To be the best you have to be open

It was around March when two local councilman got into a gastronomical bragging contest. National City councilman Luis Natividad and Chula Vista Councilman Rudy Ramirez each  proclaimed their respective cities were home to the best menudo in South County.

Like any good populist, both determined the people should decide. Just who was telling the truth and who was blowing hot air? That was for a panel of three impartial judges to determine, a panel that was to include me.

Maybe it was my public confession that I’m not a menudo fan that left a bad taste in their mouths. Or it could be that, as with most things involving politicians, the formation of a committee was weighed down and suffocated by discussion and compromise. Whatever the case, I never heard from them again.

No directions. No criteria. No deadline. Nada.

So I convened my own expert panel — myself, my mother and her gentleman caller. In addition to having free time and expendible income, my mother and GC happen to enjoy a good bowl of tripe soup. They’ll enjoy a bowl at least once or twice a month — which is twice as many times as I.

Mother takes her menudo seriously. She knows that any restaurant serving good menudo will run out before noon so she called La Sierra Cafe on Highland Avenue — Natividad’s choice — to make sure there would be plenty of soup on hand. Yes, they told her, the stove was fired up and menudo was cooking. But we were urged to arrive early because late-comers seldom find seating and the restaurant always runs out. The next morning a sign on La Sierra’s windows said the restaurant would not be open because of a nearby fire. A follow-up phone call went unanswered.

A quick query to Plaza’s in Chula Vista sent us racing south. Someone at Ramirez’s choice for tastiest menudo told my mom on the phone they made “the best” menudo in San Diego and if we arrived soon enough they’d prove it. Evidently we didn’t arrive soon enough. As we pulled into the parking lot the taco shop was closing. Something in the restaurant needed immediate fixing, the owner said. But if we returned the next day…

My mother glared at me.

“Hey, so, uh, who told you about these places?”

I know the tone. It was the same tone I heard as a teen when my mom didn’t approve of the company I kept. It was a question posed just before one of them did something stupid. I muttered an apology but didn’t give up my sources.

“Mensos,” she said.

“You want good menudo? I’ll take you to the best menudo,” she said.

Twenty minutes later we were back in National City, waiting for a table outside Menuderia Don Vicente.

I don’t know if they serve the best menudo. But at least they were open.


◆ WHAT THIS TASK INVOLVES
The whole listing must be returned exactly, with no line missing.
◇ ◇ ◇ ◇ ◇
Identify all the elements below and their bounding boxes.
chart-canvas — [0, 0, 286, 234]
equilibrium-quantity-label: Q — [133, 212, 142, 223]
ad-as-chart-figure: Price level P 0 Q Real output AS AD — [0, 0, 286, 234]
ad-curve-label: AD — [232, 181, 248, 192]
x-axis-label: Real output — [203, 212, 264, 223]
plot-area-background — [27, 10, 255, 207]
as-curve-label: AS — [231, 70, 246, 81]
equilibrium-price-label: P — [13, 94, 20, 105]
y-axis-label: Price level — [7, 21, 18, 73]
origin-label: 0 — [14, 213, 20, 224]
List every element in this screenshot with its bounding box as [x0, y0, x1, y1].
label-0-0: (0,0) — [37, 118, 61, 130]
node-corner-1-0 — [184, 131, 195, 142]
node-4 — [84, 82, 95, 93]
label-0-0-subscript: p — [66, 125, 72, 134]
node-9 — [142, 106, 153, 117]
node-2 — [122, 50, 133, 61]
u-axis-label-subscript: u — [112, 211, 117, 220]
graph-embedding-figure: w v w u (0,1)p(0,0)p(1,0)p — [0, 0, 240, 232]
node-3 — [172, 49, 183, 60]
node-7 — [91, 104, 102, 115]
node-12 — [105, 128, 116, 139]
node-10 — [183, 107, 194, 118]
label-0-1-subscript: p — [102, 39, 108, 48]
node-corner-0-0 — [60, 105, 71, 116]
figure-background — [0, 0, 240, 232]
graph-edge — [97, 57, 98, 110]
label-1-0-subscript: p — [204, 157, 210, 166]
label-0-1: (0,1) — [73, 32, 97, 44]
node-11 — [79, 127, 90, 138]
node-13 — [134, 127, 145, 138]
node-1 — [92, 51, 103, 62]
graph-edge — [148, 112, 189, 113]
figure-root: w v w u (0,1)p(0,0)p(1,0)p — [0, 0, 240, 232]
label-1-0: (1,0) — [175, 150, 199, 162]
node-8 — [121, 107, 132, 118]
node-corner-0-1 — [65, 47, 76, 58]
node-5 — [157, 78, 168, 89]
◇ ◇ ◇ ◇ ◇
◆ REPLY
Identify all the elements below and their bounding boxes.
chart-canvas — [0, 0, 286, 234]
equilibrium-quantity-label: Q — [133, 212, 142, 223]
ad-as-chart-figure: Price level P 0 Q Real output AS AD — [0, 0, 286, 234]
ad-curve-label: AD — [232, 181, 248, 192]
x-axis-label: Real output — [203, 212, 264, 223]
plot-area-background — [27, 10, 255, 207]
as-curve-label: AS — [231, 70, 246, 81]
equilibrium-price-label: P — [13, 94, 20, 105]
y-axis-label: Price level — [7, 21, 18, 73]
origin-label: 0 — [14, 213, 20, 224]
List every element in this screenshot with its bounding box as [x0, y0, x1, y1].
label-0-0: (0,0) — [37, 118, 61, 130]
node-corner-1-0 — [184, 131, 195, 142]
node-4 — [84, 82, 95, 93]
label-0-0-subscript: p — [66, 125, 72, 134]
node-9 — [142, 106, 153, 117]
node-2 — [122, 50, 133, 61]
u-axis-label-subscript: u — [112, 211, 117, 220]
graph-embedding-figure: w v w u (0,1)p(0,0)p(1,0)p — [0, 0, 240, 232]
node-3 — [172, 49, 183, 60]
node-7 — [91, 104, 102, 115]
node-12 — [105, 128, 116, 139]
node-10 — [183, 107, 194, 118]
label-0-1-subscript: p — [102, 39, 108, 48]
node-corner-0-0 — [60, 105, 71, 116]
figure-background — [0, 0, 240, 232]
graph-edge — [97, 57, 98, 110]
label-1-0-subscript: p — [204, 157, 210, 166]
label-0-1: (0,1) — [73, 32, 97, 44]
node-11 — [79, 127, 90, 138]
node-13 — [134, 127, 145, 138]
node-1 — [92, 51, 103, 62]
graph-edge — [148, 112, 189, 113]
figure-root: w v w u (0,1)p(0,0)p(1,0)p — [0, 0, 240, 232]
label-1-0: (1,0) — [175, 150, 199, 162]
node-8 — [121, 107, 132, 118]
node-corner-0-1 — [65, 47, 76, 58]
node-5 — [157, 78, 168, 89]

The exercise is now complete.